Source: Journal of Science Teacher Education, Volume 21, Number 8, 971-992. (December, 2010).
(Reviewed by the Portal Team)
This article describes how the authors designed activities to assist K-6 teachers in conducting action research on their NOS instruction to enable them to better assess their students’ NOS understandings and the lessons learned by the professional development staff about this process.
The authors addressed to the following research question: “How can we support teachers in their endeavors to design and carry out action research designed to track their students’ understandings of NOS?”
Method
The authors used Kirkpatrick’s (1994) levels of evaluation as a framework .
Level 1 is reaction—or what did the participants think about the training?
Level 2 is learning—did the participants learn a new skill or change an attitude?
Level 3 is behavior—did they change how they taught?
Level 4 is results—how has the training changed the participants’ practices in the future? (Kirkpatrick 1994).
In using this model, the lower levels are more easily measured, and many evaluations may only address on one or two of the levels. In this study, the authors addressed the first three levels in depth, leaving the fourth level as a follow-up study.
The teachers in this study had already been engaged in a year of professional development where they learned about NOS and inquiry and were encouraged to implement it in their classrooms. They had already completed a 2-week summer workshop, and seven school year workshops as part of the professional development program (Akerson et al. 2007).
The teachers represented three school districts near a Midwestern university. One district was rural, another was a university community and the third was in a suburb to the university community. Teachers ranged in age and experience. All teachers had developed informed views of NOS by the end of the professional development.
Their understandings were measured using the Views of Nature of Science Form E (VNOS-E) instrument (Lederman and Khishfe 2002) several times throughout the professional development program (beginning, after a summer workshop, again after one school year, and at the end of the program) and using qualitative methods to compare participant responses over the course of the professional development.
The authors found that teachers’ reaction (Level 1) to the action research was relatively positive. The teachers identified benefits to doing action research that included improving their view of themselves as teachers and their abilities to advocate for themselves and their students within the school environment. They used their experience to help them reflect on their teaching, and to share those results with other teachers, administrators and in some cases parents. These teachers were asking important questions about their data, instruments, collection techniques, analysis procedures, and teaching and assessing NOS with elementary students. This data suggests that action research can be a valuable tool to engage classroom teachers in inquiry and to promote NOS instruction and assessment, thus changing how they taught.
Teachers showed their learning when they recognized that they were doing an inquiry on their own teaching that was similar to inquiries that scientists do to answer their research questions. The action research projects continued to foster these teachers’ development as science teaching leaders in their schools.
The action research projects provided great opportunities for the professional development team to learn and change our facilitation behaviors, while staying connected with K-12 classrooms.
References
Akerson, V. L., Hanson, D. L., & Cullen, T. A. (2007). The influence of guided inquiry and explicit instruction on K-6 teachers’ views of nature of science. Journal of Science Teacher Education, 18, 751–772.
Kirkpatrick, D. L. (1994). Evaluating training programs. San Francisco: Berrett-Koehler Publishers, Inc.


> PROBLEM TO WORK ON
Check the records below line by line. Give the count of lines with "police", and nothing else.

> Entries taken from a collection
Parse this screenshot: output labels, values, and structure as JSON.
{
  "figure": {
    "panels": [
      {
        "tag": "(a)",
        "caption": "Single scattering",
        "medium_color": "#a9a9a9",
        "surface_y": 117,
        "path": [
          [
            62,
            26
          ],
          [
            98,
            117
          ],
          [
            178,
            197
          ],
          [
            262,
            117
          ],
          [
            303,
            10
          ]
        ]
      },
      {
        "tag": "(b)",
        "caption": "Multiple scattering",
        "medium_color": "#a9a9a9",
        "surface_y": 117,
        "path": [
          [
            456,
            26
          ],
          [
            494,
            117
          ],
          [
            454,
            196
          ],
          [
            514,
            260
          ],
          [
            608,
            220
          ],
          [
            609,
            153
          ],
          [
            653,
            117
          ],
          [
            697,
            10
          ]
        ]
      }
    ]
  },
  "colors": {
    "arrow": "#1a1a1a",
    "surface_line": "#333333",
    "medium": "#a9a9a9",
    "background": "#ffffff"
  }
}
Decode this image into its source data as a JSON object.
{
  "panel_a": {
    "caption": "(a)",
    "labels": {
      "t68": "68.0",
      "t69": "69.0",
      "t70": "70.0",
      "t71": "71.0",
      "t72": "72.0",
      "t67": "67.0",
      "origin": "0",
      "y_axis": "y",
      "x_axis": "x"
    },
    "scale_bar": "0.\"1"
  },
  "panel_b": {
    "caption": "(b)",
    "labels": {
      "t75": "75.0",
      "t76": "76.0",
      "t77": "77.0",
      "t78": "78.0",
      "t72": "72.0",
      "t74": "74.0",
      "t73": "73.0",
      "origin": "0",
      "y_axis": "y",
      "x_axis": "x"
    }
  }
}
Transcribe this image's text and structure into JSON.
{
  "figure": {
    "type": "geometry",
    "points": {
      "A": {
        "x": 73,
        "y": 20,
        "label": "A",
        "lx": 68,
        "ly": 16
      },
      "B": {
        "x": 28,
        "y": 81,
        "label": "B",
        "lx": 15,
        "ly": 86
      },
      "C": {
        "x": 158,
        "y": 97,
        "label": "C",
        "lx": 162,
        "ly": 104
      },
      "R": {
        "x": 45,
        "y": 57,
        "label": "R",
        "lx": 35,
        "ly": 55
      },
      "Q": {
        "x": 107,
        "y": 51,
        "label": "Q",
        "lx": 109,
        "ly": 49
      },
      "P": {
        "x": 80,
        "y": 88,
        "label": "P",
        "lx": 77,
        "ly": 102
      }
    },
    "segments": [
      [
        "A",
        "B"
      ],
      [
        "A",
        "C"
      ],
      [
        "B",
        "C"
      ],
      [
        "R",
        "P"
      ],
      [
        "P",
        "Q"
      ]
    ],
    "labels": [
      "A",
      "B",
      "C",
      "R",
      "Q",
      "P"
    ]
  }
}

--

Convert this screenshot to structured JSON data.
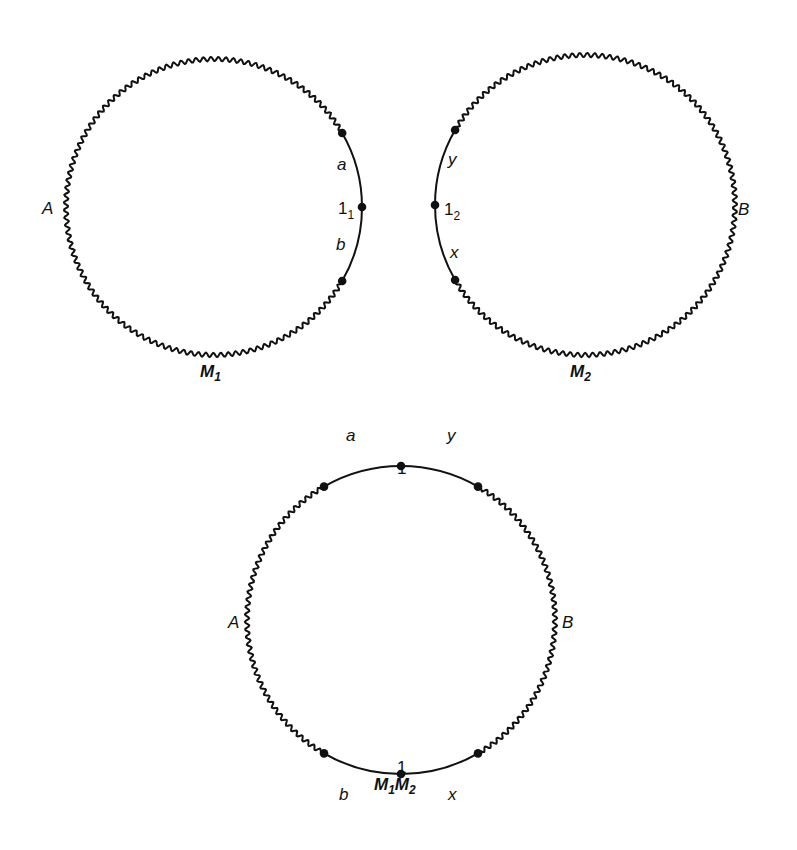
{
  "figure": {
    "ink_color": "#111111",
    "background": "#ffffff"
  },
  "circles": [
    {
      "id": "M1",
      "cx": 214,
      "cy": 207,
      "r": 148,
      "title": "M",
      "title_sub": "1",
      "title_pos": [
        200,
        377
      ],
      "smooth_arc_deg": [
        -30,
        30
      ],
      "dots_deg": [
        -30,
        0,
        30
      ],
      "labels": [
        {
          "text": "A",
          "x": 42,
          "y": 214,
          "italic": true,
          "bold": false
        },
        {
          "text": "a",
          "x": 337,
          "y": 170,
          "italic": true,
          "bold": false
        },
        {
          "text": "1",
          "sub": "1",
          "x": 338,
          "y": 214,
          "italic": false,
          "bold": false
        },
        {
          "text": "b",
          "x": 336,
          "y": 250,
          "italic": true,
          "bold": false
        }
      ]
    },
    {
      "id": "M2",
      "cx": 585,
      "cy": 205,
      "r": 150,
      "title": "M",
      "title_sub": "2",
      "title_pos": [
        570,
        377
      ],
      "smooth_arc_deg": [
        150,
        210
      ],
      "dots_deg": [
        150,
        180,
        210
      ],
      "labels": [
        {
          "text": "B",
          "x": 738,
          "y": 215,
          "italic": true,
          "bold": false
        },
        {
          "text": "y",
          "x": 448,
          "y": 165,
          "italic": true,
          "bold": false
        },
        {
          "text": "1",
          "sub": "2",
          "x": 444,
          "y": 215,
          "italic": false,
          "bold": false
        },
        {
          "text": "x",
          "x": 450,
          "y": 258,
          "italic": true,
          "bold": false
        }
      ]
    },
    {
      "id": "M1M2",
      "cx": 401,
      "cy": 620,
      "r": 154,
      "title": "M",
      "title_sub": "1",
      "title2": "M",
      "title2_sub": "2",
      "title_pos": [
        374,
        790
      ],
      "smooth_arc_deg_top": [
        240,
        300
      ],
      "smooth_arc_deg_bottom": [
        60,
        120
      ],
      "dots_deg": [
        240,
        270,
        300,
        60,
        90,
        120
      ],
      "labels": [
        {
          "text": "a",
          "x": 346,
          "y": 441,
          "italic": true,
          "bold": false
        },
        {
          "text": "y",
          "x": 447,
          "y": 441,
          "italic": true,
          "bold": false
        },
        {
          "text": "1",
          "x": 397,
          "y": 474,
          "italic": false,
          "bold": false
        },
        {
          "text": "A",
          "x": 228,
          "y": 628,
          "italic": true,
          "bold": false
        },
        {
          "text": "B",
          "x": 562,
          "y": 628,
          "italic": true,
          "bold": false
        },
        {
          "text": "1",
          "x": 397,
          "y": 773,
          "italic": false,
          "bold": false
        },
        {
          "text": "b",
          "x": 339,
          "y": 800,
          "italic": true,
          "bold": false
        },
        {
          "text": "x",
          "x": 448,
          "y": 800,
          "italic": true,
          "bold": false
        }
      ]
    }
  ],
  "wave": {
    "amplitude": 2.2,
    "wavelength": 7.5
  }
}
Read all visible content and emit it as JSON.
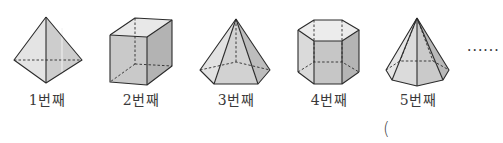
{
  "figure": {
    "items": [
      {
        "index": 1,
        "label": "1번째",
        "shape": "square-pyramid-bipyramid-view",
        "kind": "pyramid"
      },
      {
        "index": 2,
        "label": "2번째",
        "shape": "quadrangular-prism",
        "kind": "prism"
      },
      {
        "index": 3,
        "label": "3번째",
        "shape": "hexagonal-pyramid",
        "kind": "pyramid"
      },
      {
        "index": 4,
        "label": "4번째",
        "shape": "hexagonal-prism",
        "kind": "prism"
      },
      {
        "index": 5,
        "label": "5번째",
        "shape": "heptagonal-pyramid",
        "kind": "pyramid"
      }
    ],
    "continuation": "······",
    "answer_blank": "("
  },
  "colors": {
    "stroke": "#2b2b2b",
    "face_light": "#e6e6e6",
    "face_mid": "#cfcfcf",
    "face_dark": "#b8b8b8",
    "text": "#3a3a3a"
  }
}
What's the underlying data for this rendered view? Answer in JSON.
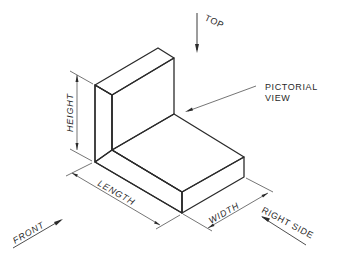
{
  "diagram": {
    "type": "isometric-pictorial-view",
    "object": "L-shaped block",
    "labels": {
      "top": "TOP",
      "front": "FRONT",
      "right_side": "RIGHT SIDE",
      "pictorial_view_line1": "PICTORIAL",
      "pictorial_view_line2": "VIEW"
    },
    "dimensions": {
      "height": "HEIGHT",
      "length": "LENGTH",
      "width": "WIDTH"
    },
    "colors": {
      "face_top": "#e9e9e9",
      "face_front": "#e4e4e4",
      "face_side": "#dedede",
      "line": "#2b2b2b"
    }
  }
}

* * *

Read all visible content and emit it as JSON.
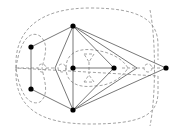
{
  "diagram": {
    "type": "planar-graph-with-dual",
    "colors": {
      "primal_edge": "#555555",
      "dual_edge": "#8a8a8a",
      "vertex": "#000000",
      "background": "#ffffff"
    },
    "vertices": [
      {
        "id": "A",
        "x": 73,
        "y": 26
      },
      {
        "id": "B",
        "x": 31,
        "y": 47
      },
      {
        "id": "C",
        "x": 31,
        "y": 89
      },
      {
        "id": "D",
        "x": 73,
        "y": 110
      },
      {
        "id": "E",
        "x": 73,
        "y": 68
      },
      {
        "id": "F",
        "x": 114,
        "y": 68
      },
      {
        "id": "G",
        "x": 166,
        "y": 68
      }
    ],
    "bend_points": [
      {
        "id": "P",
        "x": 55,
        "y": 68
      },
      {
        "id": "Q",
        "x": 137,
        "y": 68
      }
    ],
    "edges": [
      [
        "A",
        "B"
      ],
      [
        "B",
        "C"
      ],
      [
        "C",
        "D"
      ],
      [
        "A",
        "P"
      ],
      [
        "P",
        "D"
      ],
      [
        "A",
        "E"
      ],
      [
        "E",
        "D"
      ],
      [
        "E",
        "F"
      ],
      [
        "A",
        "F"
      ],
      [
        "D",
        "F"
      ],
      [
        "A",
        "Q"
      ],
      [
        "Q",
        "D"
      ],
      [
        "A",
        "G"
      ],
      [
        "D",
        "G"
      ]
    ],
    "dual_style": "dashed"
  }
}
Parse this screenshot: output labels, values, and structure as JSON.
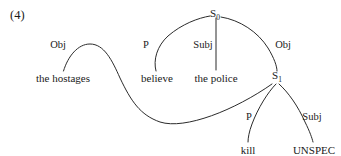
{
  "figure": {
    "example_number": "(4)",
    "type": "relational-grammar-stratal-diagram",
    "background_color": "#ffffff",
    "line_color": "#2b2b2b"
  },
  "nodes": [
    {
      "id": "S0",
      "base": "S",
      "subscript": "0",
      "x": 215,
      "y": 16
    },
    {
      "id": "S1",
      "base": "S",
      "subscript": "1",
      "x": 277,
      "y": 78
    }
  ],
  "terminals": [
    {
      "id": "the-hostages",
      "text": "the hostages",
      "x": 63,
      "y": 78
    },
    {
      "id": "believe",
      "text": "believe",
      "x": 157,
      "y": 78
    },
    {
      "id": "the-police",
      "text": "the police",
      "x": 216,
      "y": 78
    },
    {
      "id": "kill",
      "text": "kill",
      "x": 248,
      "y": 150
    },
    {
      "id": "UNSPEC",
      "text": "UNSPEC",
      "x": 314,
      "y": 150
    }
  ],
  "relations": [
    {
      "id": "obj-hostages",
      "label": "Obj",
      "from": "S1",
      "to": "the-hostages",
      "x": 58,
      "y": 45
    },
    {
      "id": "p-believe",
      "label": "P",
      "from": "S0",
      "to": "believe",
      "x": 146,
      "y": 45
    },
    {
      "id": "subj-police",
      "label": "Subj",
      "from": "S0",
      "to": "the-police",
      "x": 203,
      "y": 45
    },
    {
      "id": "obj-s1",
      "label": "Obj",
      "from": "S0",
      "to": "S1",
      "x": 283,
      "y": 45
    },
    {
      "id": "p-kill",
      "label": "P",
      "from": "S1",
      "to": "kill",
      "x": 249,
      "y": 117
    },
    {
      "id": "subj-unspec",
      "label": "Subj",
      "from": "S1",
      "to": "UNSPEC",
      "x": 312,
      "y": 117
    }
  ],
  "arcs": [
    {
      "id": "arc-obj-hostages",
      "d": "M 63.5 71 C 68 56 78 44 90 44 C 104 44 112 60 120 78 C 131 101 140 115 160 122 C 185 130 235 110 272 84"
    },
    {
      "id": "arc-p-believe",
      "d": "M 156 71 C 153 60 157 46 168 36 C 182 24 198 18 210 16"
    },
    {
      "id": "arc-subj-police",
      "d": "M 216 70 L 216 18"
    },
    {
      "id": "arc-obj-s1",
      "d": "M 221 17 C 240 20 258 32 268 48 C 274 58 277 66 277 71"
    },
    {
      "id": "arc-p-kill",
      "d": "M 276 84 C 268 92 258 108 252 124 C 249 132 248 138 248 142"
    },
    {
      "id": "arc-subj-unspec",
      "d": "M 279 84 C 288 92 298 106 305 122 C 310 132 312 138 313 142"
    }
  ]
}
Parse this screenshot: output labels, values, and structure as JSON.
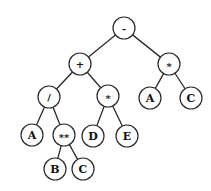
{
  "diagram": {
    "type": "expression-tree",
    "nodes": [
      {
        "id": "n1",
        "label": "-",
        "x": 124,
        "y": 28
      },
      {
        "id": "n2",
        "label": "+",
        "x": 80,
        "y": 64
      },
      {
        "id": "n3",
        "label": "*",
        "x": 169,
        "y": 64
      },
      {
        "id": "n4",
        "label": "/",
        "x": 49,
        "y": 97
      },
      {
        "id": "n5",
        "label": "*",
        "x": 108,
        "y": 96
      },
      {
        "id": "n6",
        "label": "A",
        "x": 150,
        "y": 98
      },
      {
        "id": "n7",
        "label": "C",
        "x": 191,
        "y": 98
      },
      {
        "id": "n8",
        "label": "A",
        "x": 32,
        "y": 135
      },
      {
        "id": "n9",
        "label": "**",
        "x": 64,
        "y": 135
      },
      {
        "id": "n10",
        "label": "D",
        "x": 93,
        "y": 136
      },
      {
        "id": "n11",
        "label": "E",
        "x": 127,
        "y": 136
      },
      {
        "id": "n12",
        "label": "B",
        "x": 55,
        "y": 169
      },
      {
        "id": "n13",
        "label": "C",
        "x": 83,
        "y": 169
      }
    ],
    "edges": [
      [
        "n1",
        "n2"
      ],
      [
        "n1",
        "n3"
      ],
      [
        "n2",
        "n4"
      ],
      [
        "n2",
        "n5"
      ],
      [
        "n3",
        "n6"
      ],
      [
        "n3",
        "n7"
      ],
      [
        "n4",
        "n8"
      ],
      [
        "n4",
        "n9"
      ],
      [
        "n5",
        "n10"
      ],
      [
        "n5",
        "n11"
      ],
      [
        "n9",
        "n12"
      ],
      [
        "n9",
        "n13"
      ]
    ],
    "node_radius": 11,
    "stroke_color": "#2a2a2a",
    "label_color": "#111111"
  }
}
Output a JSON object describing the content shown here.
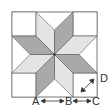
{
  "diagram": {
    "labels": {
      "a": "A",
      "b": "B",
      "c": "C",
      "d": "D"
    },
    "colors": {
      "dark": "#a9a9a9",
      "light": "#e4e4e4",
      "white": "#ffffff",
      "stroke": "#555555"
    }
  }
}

> ANSWER BELOW
5